On my first assignment, as a juniora, "beyond the seas" I was able to experience the joy of being Home Salon Teacheras it is called there. In Puerto Rico: at the elementary school of San José, of the Carmelite Fathers, in primary school. With my first superior and wonderful teacher Pilar Costell, r.i.p.d., and her Principal or Director, Sister Soledad Díaz. What immense gratitude springs from my heart to them. And then, in High School, or Secondary School at St. Joseph's College, also run by the Carmelite Fathers. And I cannot forget my beautiful experience with the juniors in the Juniorate of Bairoa. And always with the catechesis in the parish. As it was my first assignment, it marked me and left its mark on my being a religious! Thank you Lord for what I experienced!

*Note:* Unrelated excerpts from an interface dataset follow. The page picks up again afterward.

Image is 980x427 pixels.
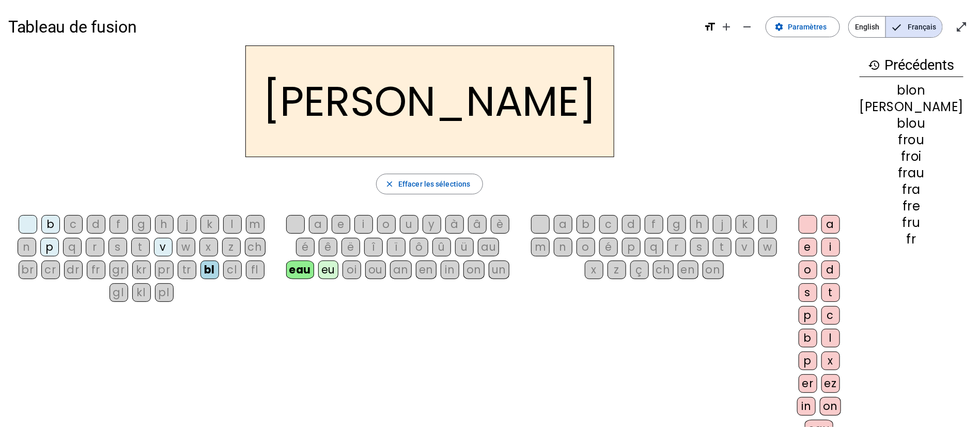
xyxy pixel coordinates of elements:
[18,238,36,256] div: n
[799,238,817,256] div: e
[441,260,459,279] div: in
[398,178,470,190] span: Effacer les sélections
[410,238,428,256] div: ô
[245,46,614,157] h2: [PERSON_NAME]
[644,215,663,234] div: f
[599,215,617,234] div: c
[132,260,150,279] div: kr
[886,16,942,37] span: Français
[110,215,128,234] div: f
[445,215,464,234] div: à
[223,215,242,234] div: l
[702,260,724,279] div: on
[286,260,315,279] div: eau
[713,215,732,234] div: j
[155,283,174,302] div: pl
[488,260,509,279] div: un
[155,215,174,234] div: h
[531,238,549,256] div: m
[341,238,360,256] div: ë
[177,260,196,279] div: tr
[667,215,686,234] div: g
[19,260,37,279] div: br
[860,134,963,146] div: frou
[860,101,963,114] div: [PERSON_NAME]
[667,238,686,256] div: r
[177,215,196,234] div: j
[63,238,82,256] div: q
[318,260,338,279] div: eu
[735,238,754,256] div: v
[860,184,963,196] div: fra
[8,10,695,43] h1: Tableau de fusion
[653,260,674,279] div: ch
[223,260,242,279] div: cl
[797,397,816,415] div: in
[491,215,509,234] div: è
[716,16,736,37] button: Augmenter la taille de la police
[644,238,663,256] div: q
[365,260,386,279] div: ou
[860,84,963,97] div: blon
[343,260,361,279] div: oi
[678,260,698,279] div: en
[177,238,195,256] div: w
[332,215,350,234] div: e
[201,260,219,279] div: bl
[819,397,841,415] div: on
[132,215,150,234] div: g
[455,238,474,256] div: ü
[799,283,817,302] div: s
[599,238,617,256] div: é
[576,238,595,256] div: o
[799,260,817,279] div: o
[741,21,753,33] mat-icon: remove
[387,238,405,256] div: ï
[868,59,880,71] mat-icon: history
[607,260,626,279] div: z
[860,233,963,246] div: fr
[40,238,59,256] div: p
[765,16,840,37] button: Paramètres
[154,238,173,256] div: v
[86,238,104,256] div: r
[690,238,708,256] div: s
[110,283,128,302] div: gl
[860,117,963,130] div: blou
[704,21,716,33] mat-icon: format_size
[390,260,411,279] div: an
[432,238,451,256] div: û
[713,238,732,256] div: t
[848,16,942,38] mat-button-toggle-group: Language selection
[821,215,840,234] div: a
[155,260,174,279] div: pr
[821,351,840,370] div: x
[478,238,498,256] div: au
[296,238,315,256] div: é
[951,16,972,37] button: Entrer en plein écran
[42,260,60,279] div: cr
[131,238,150,256] div: t
[821,238,840,256] div: i
[576,215,595,234] div: b
[622,215,640,234] div: d
[109,238,127,256] div: s
[64,215,83,234] div: c
[377,215,396,234] div: o
[630,260,649,279] div: ç
[849,16,885,37] span: English
[246,215,265,234] div: m
[132,283,150,302] div: kl
[758,215,777,234] div: l
[860,54,963,77] h3: Précédents
[468,215,486,234] div: â
[553,215,573,234] div: a
[860,167,963,179] div: frau
[799,306,817,324] div: p
[463,260,485,279] div: on
[690,215,708,234] div: h
[799,329,817,347] div: b
[821,283,840,302] div: t
[788,21,826,33] span: Paramètres
[354,215,373,234] div: i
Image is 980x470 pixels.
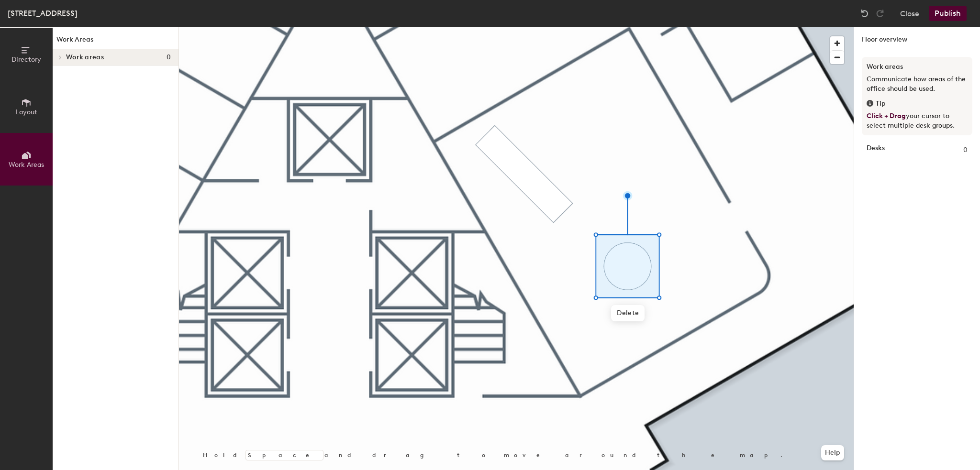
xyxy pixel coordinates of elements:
[16,108,37,116] span: Layout
[963,145,967,155] span: 0
[166,54,170,61] span: 0
[867,99,967,109] div: Tip
[821,445,844,460] button: Help
[929,6,966,21] button: Publish
[11,55,41,63] span: Directory
[52,35,178,49] h1: Work Areas
[611,305,644,321] span: Delete
[900,6,919,21] button: Close
[867,112,905,120] span: Click + Drag
[66,54,104,61] span: Work areas
[9,161,44,169] span: Work Areas
[854,27,980,49] h1: Floor overview
[867,145,884,155] strong: Desks
[875,9,884,18] img: Redo
[867,75,967,94] p: Communicate how areas of the office should be used.
[859,9,869,18] img: Undo
[8,7,77,19] div: [STREET_ADDRESS]
[867,112,967,130] p: your cursor to select multiple desk groups.
[867,62,967,72] h3: Work areas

Then, in Costa Rica, in a very poor area: the Barrio CubaThe school started with the beginning of Pre-Kinder, and then the first graduation of Kinder. Today it is "El Carmelo" school. I fondly remember the novices in Tres Ríos. And in Barrio Cuba the postulants. What a wealth of Sisters I found. They were dedicated and totally available for the mission, both in formation and in service to the most needy in these countries. Their witness has always been a beautiful motivation and testimony in my life.
Love, as a real commitment, has always been the most important thing in my life. It is what I want to live, as Fr Palau tells us: "If you have charity, if you love what God loves, if you want what God wants, you can do for the good of others much and very much".. MM5,4
Later in Granada, in the school "El Carmelo". I taught primary and secondary school. I finish my theology studies. I combine it with classes, community, catechesis. What a richness at all levels. What an experience with the remodelling of the school and the community. The time spent here has been very intense and profitable. The sisters always working for the good of the students and families have always been a wonderful example for me!Thanks to the Congregation for everything!
And now, from Getafe, Perales del Río, in the Santa Teresa school. I had made my experienceI was a novice here. As a teacher and pastoralist it has been a precious time for me. Here I have lived the anniversary of the fiftieth anniversary of the presence of the Sisters. With gratitude to Sister Juana Irizar, R.I.P., with whom I lived in Granada. She was Provincial, of the former province of Madrid, when Saint Maravillas de Jesús asked her to make a Escuelita for the poor children of this place, a district of Getafe. The street of the school is called Dolores Valle, one of the first Sisters who left their mark here.
And, with education, confirmation catechesis, in the parish of Saints Justo and Pastor. Thank you, Sisters, Fr Fran, teachers and families, who have accompanied me on this journey! My affection and gratitude will always be alive in my heart.
If there is one Gospel text with which I would like to end this personal testimony of passion for education and evangelisation, it is that of the Prodigal Son. Every day in the classroom, for me, has been to see, to approach, to listen, to heal, to take the pupil upon myself and to carry him on my shoulders in the time of each course. AcoTo accompany in faith, silence, interiority, solidarity..., in short, to educate for the coming outdoors.
And I end with this poem-prayer:
Glory to the God forever encamped
in our midst!
Glory to the one who is your preferred Word
and has ordered us to listen!
Glory be to the Spirit who dwells in us
and sustains us! Glory. Thank you! Amen.